A longstanding aspiration of researchers and clinicians has been the ability to repair DNA in a living cell or organism, especially in human patients with genetic mutations that cause disease. Now, scientists with partial funding support from the National Institute of Biomedical Imaging and Bioengineering (NIBIB) at the Broad Institute of MIT and Harvard University are closer than ever to this goal. The researchers have designed a more precise and versatile genome editing system, named prime editing, that harnesses the power of CRISPR-Cas9 in combination with another protein, reverse transcriptase, to directly edit DNA in human cells.
“We’ve reached a new milestone in curing adult genetic diseases with this remarkable improvement upon the powerful CRISPR-Cas9 genome editing system,” says David Rampulla, Ph.D., director of the NIBIB program in Synthetic Biology for Technology Development. “This was an ambitious project, and I’m eager to see how scientists will use the new tool in basic research and the clinic.” The study published in Nature by David Liu, Ph.D., a Richard Merkin Professor at the Broad Institute of MIT and Harvard, and his team led by postdoctoral fellow Andrew Anzalone, Ph.D., reported 175 successful DNA edits using their prime editing. The pair thinks prime editing has the potential to correct about 89% of known disease-causing mutations in DNA.
In the classic CRISPR-Cas9 system, a guide RNA leads the Cas9 enzyme to a specific DNA site where it cuts both strands of DNA. After the cut, the cell recognizes the DNA has been damaged and will initiate one of several repair mechanisms. Scientists hijack the repair process and can introduce changes to targeted sites in the cell’s genome. However, the original CRISPR-Cas9 system is often inefficient at replacing the DNA bases properly and produces a mix of the correct and incorrect edited DNA products.
Of the three billion DNA bases in the human genome, devastating diseases can occur when only one letter of a cell’s DNA is incorrect. It is challenging to change just one DNA letter to a different letter using classic CRISPR-Cas9, but the prime editing technique may enable this change much more easily.
“If CRISPR-Cas9 and other programmable nucleases are like scissors that remove unwanted strings of DNA bases, a prime editor can be compared to a word processor, where one or more unwanted DNA bases in the genome are searched and then replaced,” described senior investigator Liu. Prime editing is made of up two components – one engineered protein and one engineered RNA. A deactivated Cas9 protein fused to an engineered reverse transcriptase enzyme forms the prime editor protein that is vital to this new technique.
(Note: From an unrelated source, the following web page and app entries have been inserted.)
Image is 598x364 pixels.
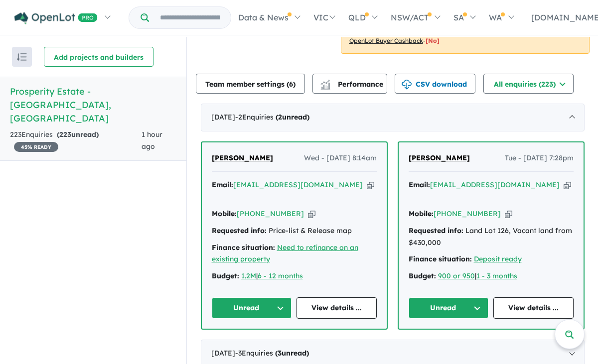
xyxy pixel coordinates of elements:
[409,152,470,164] a: [PERSON_NAME]
[505,208,513,219] button: Copy
[276,112,310,121] strong: ( unread)
[233,180,363,189] a: [EMAIL_ADDRESS][DOMAIN_NAME]
[212,243,358,264] a: Need to refinance on an existing property
[212,209,237,218] strong: Mobile:
[474,254,522,263] a: Deposit ready
[212,243,275,252] strong: Finance situation:
[308,208,316,219] button: Copy
[349,37,423,44] u: OpenLot Buyer Cashback
[277,348,282,357] span: 3
[141,130,163,151] span: 1 hour ago
[10,85,176,125] h5: Prosperity Estate - [GEOGRAPHIC_DATA] , [GEOGRAPHIC_DATA]
[212,180,233,189] strong: Email:
[402,80,412,90] img: download icon
[434,209,501,218] a: [PHONE_NUMBER]
[505,152,574,164] span: Tue - [DATE] 7:28pm
[59,130,71,139] span: 223
[235,112,310,121] span: - 2 Enquir ies
[10,129,141,153] div: 223 Enquir ies
[275,348,309,357] strong: ( unread)
[409,209,434,218] strong: Mobile:
[409,271,436,280] strong: Budget:
[212,271,239,280] strong: Budget:
[257,271,303,280] a: 6 - 12 months
[409,270,574,282] div: |
[367,180,374,190] button: Copy
[395,74,475,94] button: CSV download
[278,112,282,121] span: 2
[321,80,330,85] img: line-chart.svg
[235,348,309,357] span: - 3 Enquir ies
[237,209,304,218] a: [PHONE_NUMBER]
[289,80,293,89] span: 6
[409,153,470,162] span: [PERSON_NAME]
[201,104,585,131] div: [DATE]
[409,225,574,249] div: Land Lot 126, Vacant land from $430,000
[493,297,574,319] a: View details ...
[44,47,154,66] button: Add projects and builders
[409,226,464,235] strong: Requested info:
[322,80,383,89] span: Performance
[430,180,560,189] a: [EMAIL_ADDRESS][DOMAIN_NAME]
[212,226,267,235] strong: Requested info:
[57,130,99,139] strong: ( unread)
[14,142,58,152] span: 45 % READY
[312,74,387,94] button: Performance
[483,74,574,94] button: All enquiries (223)
[409,297,489,319] button: Unread
[17,53,27,61] img: sort.svg
[212,297,292,319] button: Unread
[409,180,430,189] strong: Email:
[564,180,571,190] button: Copy
[212,153,273,162] span: [PERSON_NAME]
[151,7,229,28] input: Try estate name, suburb, builder or developer
[304,152,377,164] span: Wed - [DATE] 8:14am
[297,297,377,319] a: View details ...
[212,270,377,282] div: |
[425,37,439,44] span: [No]
[241,271,256,280] a: 1.2M
[477,271,518,280] a: 1 - 3 months
[212,225,377,237] div: Price-list & Release map
[321,83,331,89] img: bar-chart.svg
[438,271,475,280] a: 900 or 950
[196,74,305,94] button: Team member settings (6)
[212,152,273,164] a: [PERSON_NAME]
[14,12,98,24] img: Openlot PRO Logo White
[409,254,472,263] strong: Finance situation:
The engineered guide RNA, called prime editing guide RNA (pegRNA), contains two key sequences – one that targets a specific DNA site in the cell’s genome and another that includes the desired edits to the cell’s genome. The pegRNA directs Cas9 to the target DNA site, where it nicks only one strand of DNA instead of cutting both strands. Then, the reverse transcriptase reads the remaining pegRNA sequence and adds to the nicked target DNA strand the edited DNA sequence, letter by letter, copying the corresponding part of the pegRNA. Finally, the prime editor guides the cell to use this new DNA sequence to replace the original, unedited DNA sequence on both DNA strands.
“Andrew Anzalone led this project and conceived the initial idea to incorporate the DNA edits directly into the guide RNA,” said Liu. From there, the team had to figure out the best way to transcribe the information efficiently and accurately into the DNA sequence. The researchers started the experiments in simpler yeast systems but a big hurdle they needed to overcome was achieving the edits in actual human cells. “I never thought I’d be excited about results that showed just a 3% editing success rate in human cells – but that’s when I knew our system would work after some optimization.” So far, the team reports about 20% to 50% efficiency rates after initial optimization.
In addition to improving efficiencies in human cells, the team is in the process of characterizing the possible ways prime editors may affect human cells. Also, the editing system was mostly tested using a widely used human cancer cell line, but researchers still need to test the prime editor’s compatibility with other human cell types. Lastly, to explore the technology’s potential for use in human therapeutics, delivery methods need to be optimized for work with live animals first.
Harnessing the power CRISPR-Cas9 techniques with novel approaches like this new editing tool will continue to push through the barriers of genetics research. “Each type of genome editing technology has its strengths and weaknesses and will have a role in basic research and human therapeutic applications,” said Liu. “Prime editing is highly versatile and produces fewer undesired gene products than other genome editing systems, making it valuable to the scientific community.”
Funding for this study was provided in part by the National Institutes of Health including NIAID, NHGRI, NIBIB, and NIGMS (U01AI142756, RM1HG009490, R01EB022376, R35GM118062, T32GM007726), the Merkin Institute of Transformative Technologies in Healthcare, and several fellowships.
Anzalone AV, et al. Search-and-replace genome editing without double-strand breaks or donor DNA. Nature. Online October 21, 2019.